We went forward with a phase 2 study to combine venetoclax with bendamustine and obinutuzumab for patients who need chemotherapy with FL.

OLN: Could you briefly describe the study and its findings?

Dr Portell: The study added venetoclax to bendamustine and obinutuzumab. Venetoclax was given at 800 mg for 10 days with each cycle of chemotherapy--not continuous and a higher dose than usually is given with other standard treatments.

We initially gave venetoclax with the first cycle, but saw a high degree of tumorlysis syndrome, laboratory evidence of tumorlysis syndrome. Then we modified the study so that it was only given during the second cycle and onward.

The study found a very good (complete response) CR rate of 73% with a response rate of 92%. Rhe progression free survival (PFS) curves with the early estimate looked very good. However, the study did have a high incidence of opportunistic infections, which we think is more related to T cell depletion from the regimen, though we don't have T cell subsets to evaluate for on the study.

We actually think that the study, while having a very good response rate, is a little bit too toxic for this patient population to move forward as it's currently designed.

OLN: Were any of the outcomes particulary surprising?

Dr Portell: We were a bit surprised at the T cell toxicity, to be honest with you. While there's been some kind of circumstantial evidence of some T cell depletion with bendamustine-based chemotherapy, we didn't expect the addition of venetoclax to be quite so toxic.

Now it's a bit of a hypothesis that it's T cell that's causing these issues. We did very carefully evaluate for T cell toxicity, particularly in the maintenance phase of the study with evaluating for hypogammaglobulinemia and not pursuing maintenance if there was significant amount of hypogammaglobulinemia or increased infections.

We saw some very typical infections that are T cell mediated, like PJP pneumonia, CMV, encephalitis, BK nephropathy, that we don't typically see which is T cell depletion. I think that was a pretty surprising finding from the study.

OLN: What are the possible real-world applications of these findings in clinical practice?

Dr Portell: I think, at least for me, it gives me significant pause to think about patients going forward with maintenance strategies after bendamustine and being careful with infectious toxicities, particularly in the era of COVID and the COVID pandemic.

I think we need to be careful to not overly lymphodeplete or overly immunosuppress our patients, though adequately treat their lymphoma. It's a fine line to find.

I do think that there is some opportunities for the combination, could we use Rituxan (rituximab) instead of obinutuzumab? Do we need such a high dose of venetoclax? Could the toxicity profile be different in a different lymphoma? I think those are all things that we can consider with the combination in the future.

OLN: Do you and your co-investigators intend to expand upon this research? If so, what will be your next steps?

Dr Portell: We are not going to continue the study of this combination in FL. These are patients that are very well treated with multiple different agents and the degree of toxicity that we saw is just not worth the perceived response benefit.

We are going to continue to follow patients and maybe we'll see some differences in PFS that may change our mind.
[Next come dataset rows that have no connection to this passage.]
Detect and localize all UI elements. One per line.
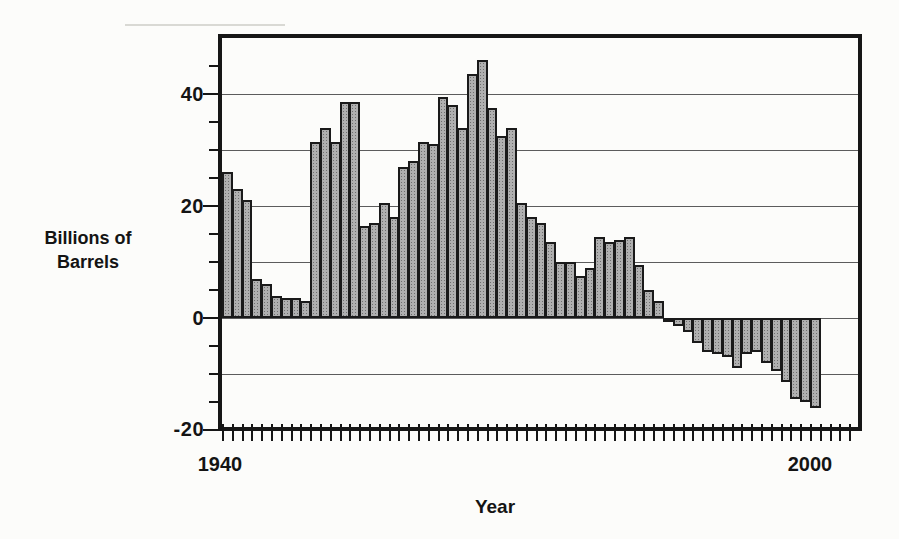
x-axis-title: Year bbox=[435, 496, 555, 518]
y-tick-label-0: 0 bbox=[148, 307, 204, 329]
y-axis-title: Billions of Barrels bbox=[16, 226, 160, 274]
y-major-tick--20 bbox=[203, 429, 219, 431]
y-major-tick-40 bbox=[203, 93, 219, 95]
y-tick-label-40: 40 bbox=[148, 83, 204, 105]
x-tick-label-1940: 1940 bbox=[190, 452, 250, 476]
figure: Billions of Barrels 40 20 0 -20 1940 200… bbox=[0, 0, 899, 539]
y-major-tick-20 bbox=[203, 205, 219, 207]
y-tick-label-20: 20 bbox=[148, 195, 204, 217]
y-major-tick-0 bbox=[203, 317, 219, 319]
y-tick-label-neg20: -20 bbox=[148, 418, 204, 440]
y-axis-title-line1: Billions of bbox=[16, 226, 160, 250]
y-axis-title-line2: Barrels bbox=[16, 250, 160, 274]
x-tick-label-2000: 2000 bbox=[780, 452, 840, 476]
plot-frame bbox=[218, 34, 862, 431]
scan-artifact bbox=[125, 24, 285, 26]
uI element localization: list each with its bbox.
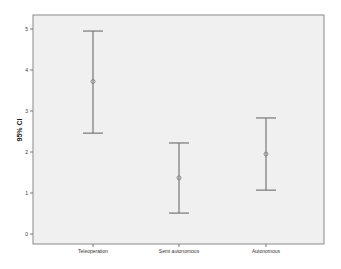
y-tick-label: 2 <box>25 149 28 155</box>
y-tick-label: 1 <box>25 190 28 196</box>
x-axis: TeleoperationSemi autonomousAutonomous <box>78 244 281 254</box>
x-category-label: Semi autonomous <box>159 248 200 254</box>
x-category-label: Autonomous <box>252 248 281 254</box>
y-axis: 012345 <box>25 26 33 237</box>
y-axis-label: 95% CI <box>16 118 23 141</box>
x-category-label: Teleoperation <box>78 248 108 254</box>
y-tick-label: 5 <box>25 26 28 32</box>
y-tick-label: 4 <box>25 67 28 73</box>
y-tick-label: 3 <box>25 108 28 114</box>
y-tick-label: 0 <box>25 231 28 237</box>
error-bar-chart: 012345 TeleoperationSemi autonomousAuton… <box>0 0 341 269</box>
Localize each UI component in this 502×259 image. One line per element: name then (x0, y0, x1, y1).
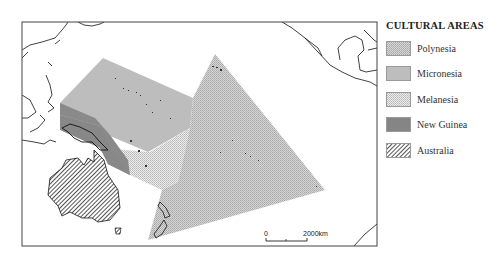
legend-label: Melanesia (417, 94, 458, 105)
legend-title: CULTURAL AREAS (386, 20, 502, 31)
legend-label: Polynesia (417, 43, 456, 54)
legend: CULTURAL AREAS Polynesia Micronesia Mela… (386, 20, 502, 168)
scale-end-label: 2000km (303, 230, 328, 237)
legend-item-new-guinea: New Guinea (386, 117, 502, 133)
legend-item-polynesia: Polynesia (386, 40, 502, 56)
new-guinea-swatch-icon (386, 117, 411, 132)
legend-item-australia: Australia (386, 142, 502, 158)
scale-bar: 0 2000km (264, 230, 328, 241)
melanesia-swatch-icon (386, 92, 411, 107)
micronesia-swatch-icon (386, 66, 411, 81)
legend-label: Micronesia (417, 68, 462, 79)
legend-label: New Guinea (417, 119, 467, 130)
scale-start-label: 0 (264, 230, 268, 237)
americas-coast (282, 22, 377, 86)
australia-swatch-icon (386, 143, 411, 158)
polynesia-swatch-icon (386, 41, 411, 56)
legend-label: Australia (417, 145, 454, 156)
legend-item-melanesia: Melanesia (386, 91, 502, 107)
legend-item-micronesia: Micronesia (386, 66, 502, 82)
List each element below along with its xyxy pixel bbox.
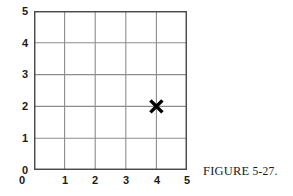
figure-caption: FIGURE 5-27.	[203, 164, 278, 179]
x-tick-label-2: 2	[83, 175, 107, 186]
y-tick-label-3: 3	[4, 69, 28, 80]
figure-caption-number: 5-27.	[253, 165, 278, 177]
x-tick-label-3: 3	[114, 175, 138, 186]
x-tick-label-1: 1	[53, 175, 77, 186]
y-tick-label-2: 2	[4, 101, 28, 112]
y-tick-label-1: 1	[4, 133, 28, 144]
plot-background	[34, 11, 187, 170]
y-tick-label-5: 5	[4, 6, 28, 17]
plot-area	[34, 11, 187, 170]
coordinate-grid	[34, 11, 187, 170]
x-tick-label-4: 4	[145, 175, 169, 186]
x-tick-label-5: 5	[175, 175, 199, 186]
figure-caption-label: FIGURE	[203, 164, 249, 178]
x-tick-label-0: 0	[10, 175, 34, 186]
y-tick-label-4: 4	[4, 38, 28, 49]
figure-container: 5 4 3 2 1 0 0 1 2 3 4 5 FIGURE 5-27.	[0, 0, 293, 196]
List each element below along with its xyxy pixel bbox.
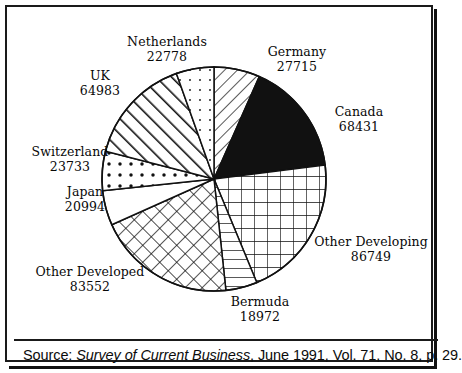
pie-label-germany: Germany 27715 bbox=[237, 45, 357, 74]
pie-chart: Netherlands 22778 Germany 27715 UK 64983… bbox=[7, 7, 447, 339]
source-note: Source: Survey of Current Business, June… bbox=[23, 347, 433, 369]
pie-label-germany-value: 27715 bbox=[237, 60, 357, 75]
pie-label-japan: Japan 20994 bbox=[35, 185, 135, 214]
pie-label-germany-name: Germany bbox=[237, 45, 357, 60]
pie-label-uk-value: 64983 bbox=[45, 84, 155, 99]
pie-label-netherlands: Netherlands 22778 bbox=[92, 35, 242, 64]
pie-label-netherlands-value: 22778 bbox=[92, 50, 242, 65]
pie-label-uk: UK 64983 bbox=[45, 69, 155, 98]
pie-label-bermuda: Bermuda 18972 bbox=[195, 295, 325, 324]
source-divider bbox=[14, 339, 438, 341]
pie-label-netherlands-name: Netherlands bbox=[92, 35, 242, 50]
pie-label-other-developed: Other Developed 83552 bbox=[15, 265, 165, 294]
pie-label-switzerland-name: Switzerland bbox=[12, 145, 128, 160]
pie-label-bermuda-name: Bermuda bbox=[195, 295, 325, 310]
pie-label-other-developed-name: Other Developed bbox=[15, 265, 165, 280]
source-prefix: Source: bbox=[23, 347, 76, 363]
pie-label-uk-name: UK bbox=[45, 69, 155, 84]
pie-label-japan-value: 20994 bbox=[35, 200, 135, 215]
pie-label-canada: Canada 68431 bbox=[299, 105, 419, 134]
pie-label-japan-name: Japan bbox=[35, 185, 135, 200]
figure-frame: Netherlands 22778 Germany 27715 UK 64983… bbox=[5, 5, 433, 362]
pie-label-switzerland-value: 23733 bbox=[12, 160, 128, 175]
pie-label-bermuda-value: 18972 bbox=[195, 310, 325, 325]
pie-label-other-developing-value: 86749 bbox=[297, 250, 445, 265]
pie-slices bbox=[102, 67, 326, 291]
pie-label-other-developing-name: Other Developing bbox=[297, 235, 445, 250]
source-publication: Survey of Current Business bbox=[76, 347, 250, 363]
pie-label-other-developed-value: 83552 bbox=[15, 280, 165, 295]
pie-label-canada-name: Canada bbox=[299, 105, 419, 120]
pie-label-switzerland: Switzerland 23733 bbox=[12, 145, 128, 174]
source-suffix: , June 1991, Vol. 71, No. 8, p. 29. bbox=[250, 347, 462, 363]
pie-label-other-developing: Other Developing 86749 bbox=[297, 235, 445, 264]
pie-label-canada-value: 68431 bbox=[299, 120, 419, 135]
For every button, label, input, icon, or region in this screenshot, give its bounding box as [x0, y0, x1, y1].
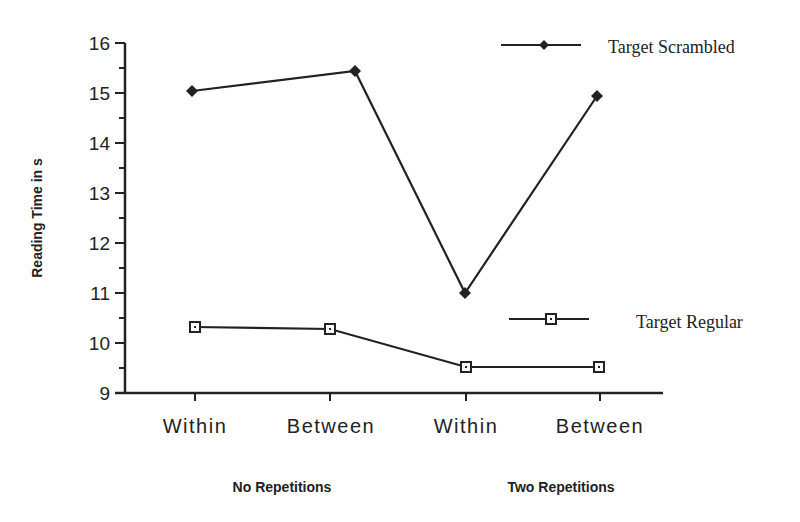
- y-tick-9: 9: [99, 383, 110, 404]
- legend-label-scrambled: Target Scrambled: [608, 37, 735, 57]
- y-tick-16: 16: [89, 33, 110, 54]
- group-label-two-repetitions: Two Repetitions: [507, 479, 614, 495]
- y-major-ticks: [115, 43, 125, 343]
- category-label-between-1: Between: [287, 415, 375, 437]
- y-tick-14: 14: [89, 133, 111, 154]
- legend-item-regular: Target Regular: [509, 312, 743, 332]
- legend-item-scrambled: Target Scrambled: [501, 37, 735, 57]
- y-tick-12: 12: [89, 233, 110, 254]
- x-category-labels: Within Between Within Between: [163, 415, 644, 437]
- legend-label-regular: Target Regular: [636, 312, 743, 332]
- diamond-marker-icon: [539, 40, 549, 50]
- y-axis-label: Reading Time in s: [29, 158, 45, 278]
- category-label-within-2: Within: [434, 415, 499, 437]
- category-label-between-2: Between: [556, 415, 644, 437]
- y-tick-13: 13: [89, 183, 110, 204]
- line-chart: 16 15 14 13 12 11 10 9 Reading Time in s…: [0, 0, 800, 522]
- series-target-regular: [190, 322, 604, 372]
- series-target-scrambled: [186, 65, 603, 299]
- group-label-no-repetitions: No Repetitions: [233, 479, 332, 495]
- y-tick-11: 11: [90, 283, 110, 304]
- category-label-within-1: Within: [163, 415, 228, 437]
- y-tick-labels: 16 15 14 13 12 11 10 9: [89, 33, 111, 404]
- y-tick-10: 10: [89, 333, 110, 354]
- y-tick-15: 15: [89, 83, 110, 104]
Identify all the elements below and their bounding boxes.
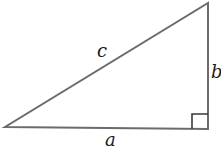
right-triangle-diagram: c b a <box>0 0 221 147</box>
vertical-leg-label: b <box>211 61 221 82</box>
horizontal-leg-label: a <box>105 129 116 147</box>
triangle <box>5 3 208 129</box>
right-angle-marker <box>192 114 208 129</box>
hypotenuse-label: c <box>97 40 107 61</box>
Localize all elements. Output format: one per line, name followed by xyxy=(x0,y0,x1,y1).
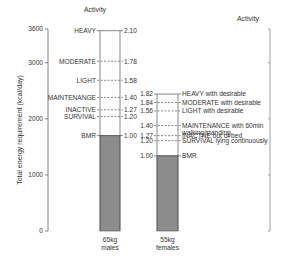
bars-group: HEAVY2.10MODERATE1.78LIGHT1.58MAINTENANG… xyxy=(48,27,269,251)
y-tick-label: 3000 xyxy=(28,59,43,66)
female-category-label: 55kg xyxy=(160,236,175,244)
female-level-factor: 1.00 xyxy=(140,152,153,159)
male-category-sublabel: males xyxy=(101,244,119,251)
female-level-factor: 1.82 xyxy=(140,90,153,97)
energy-requirement-chart: Total energy requirement (kcal/day) Acti… xyxy=(0,0,284,261)
female-level-label: HEAVY with desirable xyxy=(182,90,246,97)
bar-males: HEAVY2.10MODERATE1.78LIGHT1.58MAINTENANG… xyxy=(48,27,138,251)
left-activity-header: Activity xyxy=(84,6,107,14)
female-level-label: MODERATE with desirable xyxy=(182,99,261,106)
female-level-factor: 1.84 xyxy=(140,99,153,106)
male-level-factor: 1.00 xyxy=(124,132,137,139)
female-level-label: LIGHT with desirable xyxy=(182,107,244,114)
male-level-factor: 1.20 xyxy=(124,113,137,120)
male-level-label: BMR xyxy=(81,132,96,139)
female-level-factor: 1.20 xyxy=(140,137,153,144)
male-level-factor: 1.78 xyxy=(124,58,137,65)
female-level-label: SURVIVAL lying continuously xyxy=(182,137,268,145)
male-level-label: MODERATE xyxy=(59,58,96,65)
male-level-label: HEAVY xyxy=(74,27,96,34)
y-axis-ticks: 01000200030003600 xyxy=(28,25,48,234)
male-category-label: 65kg xyxy=(103,236,118,244)
male-level-label: LIGHT xyxy=(77,77,96,84)
bar-females: 1.82HEAVY with desirable1.84MODERATE wit… xyxy=(140,90,268,251)
male-level-factor: 1.58 xyxy=(124,77,137,84)
y-tick-label: 1000 xyxy=(28,171,43,178)
female-level-label: BMR xyxy=(182,152,197,159)
male-level-label: SURVIVAL xyxy=(64,113,96,120)
male-level-factor: 1.40 xyxy=(124,94,137,101)
female-level-factor: 1.40 xyxy=(140,122,153,129)
bmr-fill xyxy=(157,156,178,231)
female-level-factor: 1.56 xyxy=(140,107,153,114)
y-tick-label: 2000 xyxy=(28,115,43,122)
male-level-label: MAINTENANGE xyxy=(48,94,97,101)
right-activity-header: Activity xyxy=(237,15,260,23)
y-axis-label: Total energy requirement (kcal/day) xyxy=(16,75,24,185)
female-category-sublabel: females xyxy=(156,244,180,251)
bmr-fill xyxy=(100,136,120,231)
y-tick-label: 0 xyxy=(39,227,43,234)
y-tick-label: 3600 xyxy=(28,25,43,32)
male-level-factor: 2.10 xyxy=(124,27,137,34)
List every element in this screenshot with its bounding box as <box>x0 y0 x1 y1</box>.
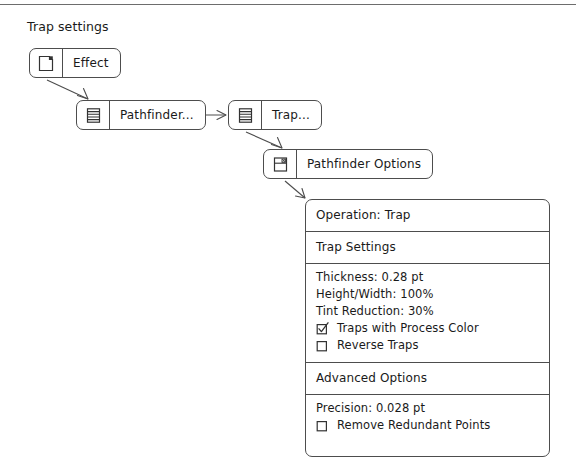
flow-node-pathfinder-options[interactable]: Pathfinder Options <box>263 149 433 179</box>
checkbox-traps-with-process-color-label: Traps with Process Color <box>337 320 479 337</box>
panel-section-operation: Operation: Trap <box>306 200 549 231</box>
field-tint-reduction: Tint Reduction: 30% <box>306 303 549 320</box>
field-precision: Precision: 0.028 pt <box>306 400 549 417</box>
panel-section-trap-settings-body: Thickness: 0.28 pt Height/Width: 100% Ti… <box>306 263 549 362</box>
checkbox-unchecked-icon <box>316 419 332 432</box>
flow-node-effect-label: Effect <box>63 49 120 77</box>
panel-section-advanced-options-heading: Advanced Options <box>306 362 549 394</box>
checkbox-remove-redundant-points[interactable]: Remove Redundant Points <box>306 417 549 434</box>
checkbox-checked-icon <box>316 322 332 335</box>
field-thickness: Thickness: 0.28 pt <box>306 269 549 286</box>
list-lines-icon <box>229 101 262 129</box>
field-height-width: Height/Width: 100% <box>306 286 549 303</box>
top-divider <box>0 4 576 5</box>
edge-effect-to-pathfinder <box>47 80 88 99</box>
trap-settings-heading: Trap Settings <box>306 238 549 257</box>
flow-node-pathfinder[interactable]: Pathfinder... <box>76 100 206 130</box>
flow-node-trap-label: Trap... <box>262 101 321 129</box>
edge-options-to-panel <box>285 181 305 198</box>
advanced-options-heading: Advanced Options <box>306 369 549 388</box>
checkbox-unchecked-icon <box>316 339 332 352</box>
checkbox-traps-with-process-color[interactable]: Traps with Process Color <box>306 320 549 337</box>
page-title: Trap settings <box>27 19 109 34</box>
checkbox-remove-redundant-points-label: Remove Redundant Points <box>337 417 490 434</box>
flow-node-trap[interactable]: Trap... <box>228 100 322 130</box>
checkbox-reverse-traps[interactable]: Reverse Traps <box>306 337 549 354</box>
flow-node-pathfinder-label: Pathfinder... <box>110 101 205 129</box>
operation-value: Operation: Trap <box>306 206 549 225</box>
document-page-icon <box>30 49 63 77</box>
list-lines-icon <box>77 101 110 129</box>
edge-trap-to-options <box>246 132 282 148</box>
flow-node-effect[interactable]: Effect <box>29 48 121 78</box>
dialog-window-icon <box>264 150 297 178</box>
checkbox-reverse-traps-label: Reverse Traps <box>337 337 419 354</box>
panel-section-advanced-options-body: Precision: 0.028 pt Remove Redundant Poi… <box>306 394 549 456</box>
flow-node-pathfinder-options-label: Pathfinder Options <box>297 150 432 178</box>
pathfinder-options-panel: Operation: Trap Trap Settings Thickness:… <box>305 199 550 457</box>
panel-section-trap-settings-heading: Trap Settings <box>306 231 549 263</box>
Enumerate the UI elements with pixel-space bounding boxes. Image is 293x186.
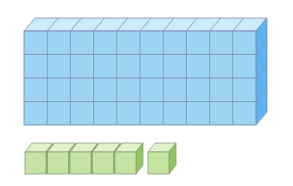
unit-cubes bbox=[25, 143, 176, 174]
unit-cube-separate bbox=[148, 143, 176, 174]
base-ten-cubes-diagram bbox=[0, 0, 293, 186]
tens-block-4x10 bbox=[24, 18, 267, 125]
unit-cube bbox=[115, 143, 143, 174]
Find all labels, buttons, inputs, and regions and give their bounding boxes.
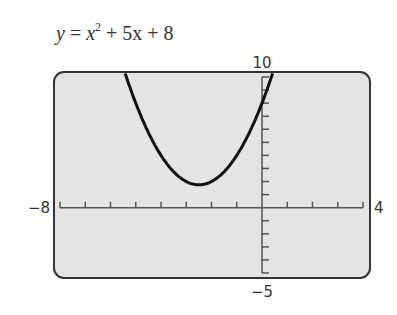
graph: 10 −5 −8 4 [0,0,397,315]
ymin-label: −5 [251,283,273,301]
xmin-label: −8 [28,199,50,217]
graph-screen [54,72,370,278]
ymax-label: 10 [252,54,271,72]
xmax-label: 4 [374,199,384,217]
But at the current time, we think that the toxicity is not quite worth it.

We are evaluating the combination in mantle cell lymphoma (MCL), where the toxicity may actually be worth the benefit and response, with a disease that's a bit more aggressive. But we're also changing the backbone and not using obinutuzumab, but using rituximab instead. We're kind of shifting the treatment, the combination into a slightly different disease and kind of changing the paradigm a bit so it's not quite as toxic.